Sgt. Timothy Schoolmaster likens the city’s false alarm problems to a lemon.
“Think if you had a car that every time you turned it on: 99 percent of the time it didn’t work,” he said. “Why would you keep using that?”
When it comes to false police and fire alarms, that’s the rate of error Evanston has been willing to accept, said Schoolmaster, the police department’s alarm administrator. More than 99 percent of police alarms and 97 percentof fire alarms each year are false.
The police and fire departments have been working to curb false alarms for the past few years and said they hope an ordinance recently introduced to the city’s Administration and Public Works Committee might further this goal.
Residents get four “free” alarms per building before paying fines. This ordinance would reduce that number to two. Then residents would be fined $100 per alarm through the 10th false alarm, $300 per alarm from the 11th through the 30th — and even more after that.
Though the new ordinance would bring in about $200,000 in new revenue, its main goal is to prevent false alarms, not pay for them. The fire department estimates the cost of answering a false alarm is $1,725.
The ordinance has been held in committee because some aldermen were concerned that the city needed to improve communication with institutions that log many false alarms, including Northwestern. But Brian Kittle, project manager for NU’s Facilities Management, said the city does a good job of communicating already.
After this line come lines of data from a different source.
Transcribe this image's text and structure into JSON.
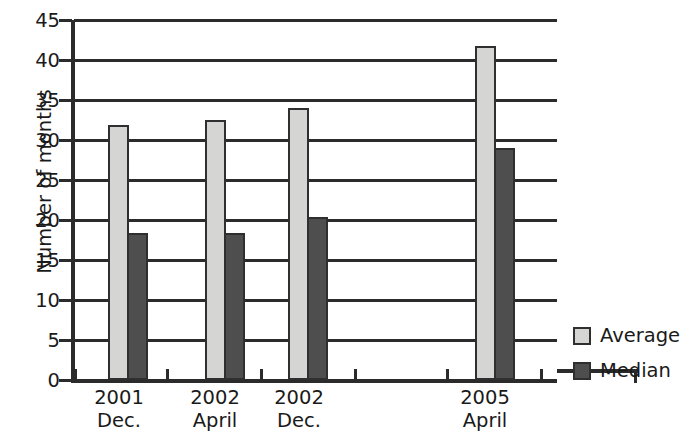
{
  "chart_data": {
    "type": "bar",
    "title": "",
    "xlabel": "",
    "ylabel": "Number of months",
    "ylim": [
      0,
      45
    ],
    "ytick_values": [
      0,
      5,
      10,
      15,
      20,
      25,
      30,
      35,
      40,
      45
    ],
    "ytick_labels": [
      "0",
      "5",
      "10",
      "15",
      "20",
      "25",
      "30",
      "35",
      "40",
      "45"
    ],
    "grid": true,
    "legend_position": "right-bottom",
    "categories": [
      "2001 Dec.",
      "2002 April",
      "2002 Dec.",
      "2005 April"
    ],
    "category_lines": [
      {
        "line1": "2001",
        "line2": "Dec."
      },
      {
        "line1": "2002",
        "line2": "April"
      },
      {
        "line1": "2002",
        "line2": "Dec."
      },
      {
        "line1": "2005",
        "line2": "April"
      }
    ],
    "series": [
      {
        "name": "Average",
        "color": "#d5d5d3",
        "values": [
          31.6,
          32.2,
          33.7,
          41.5
        ]
      },
      {
        "name": "Median",
        "color": "#4e4e4e",
        "values": [
          18.1,
          18.1,
          20.1,
          28.7
        ]
      }
    ]
  },
  "legend": {
    "items": [
      {
        "label": "Average",
        "swatch": "average"
      },
      {
        "label": "Median",
        "swatch": "median"
      }
    ]
  },
  "colors": {
    "average": "#d5d5d3",
    "median": "#4e4e4e",
    "axis": "#2b2b2b",
    "background": "#ffffff"
  }
}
“It’s just a phone call away,” he said. “It’s not been a problem with our department.”
Evanston fire department Chief Alan Berkowsky said a progressive fine schedule already has reduced the number of false alarms from big institutions. The worst offenders used to log more than 100 false alarms per year, he said; now the highest is 48.
The city still needs to bring down the number of people who have just a few false alarms a year, however, Berkowsky said. Reducing the number of free alarms to two will make residents consider the cause and consequences of every false alarm.
The ordinance is also “user-friendly,” Berkowsky said, because it allows the police and fire departments to waive fines for people who work to prevent false alarms in the future.
In addition to loading the city with unnecessary expenses, Berkowsky said, false alarms create a safety hazard because people stop taking them seriously.
“We want these systems to have fewer false alarms so people believe in them and rely on them,” he said.
False alarms also eat at department morale, Schoolmaster said.
“We want to be there,” he said. “But when you’re looking at a 99 percent false alarms rate it gets hard to maintain your enthusiasm.”
Schoolmaster said Evanston should have higher standards when it comes to false alarms.
“If you call and say, ‘There’s a crime going on in my house,’ we’d be there in a heartbeat,” he said. “If that was a false statement, we can arrest you for that. But somehow — because you have a little magnetic switch that goes off — we still need to rush right over, but we’re not allowed to correct that behavior.”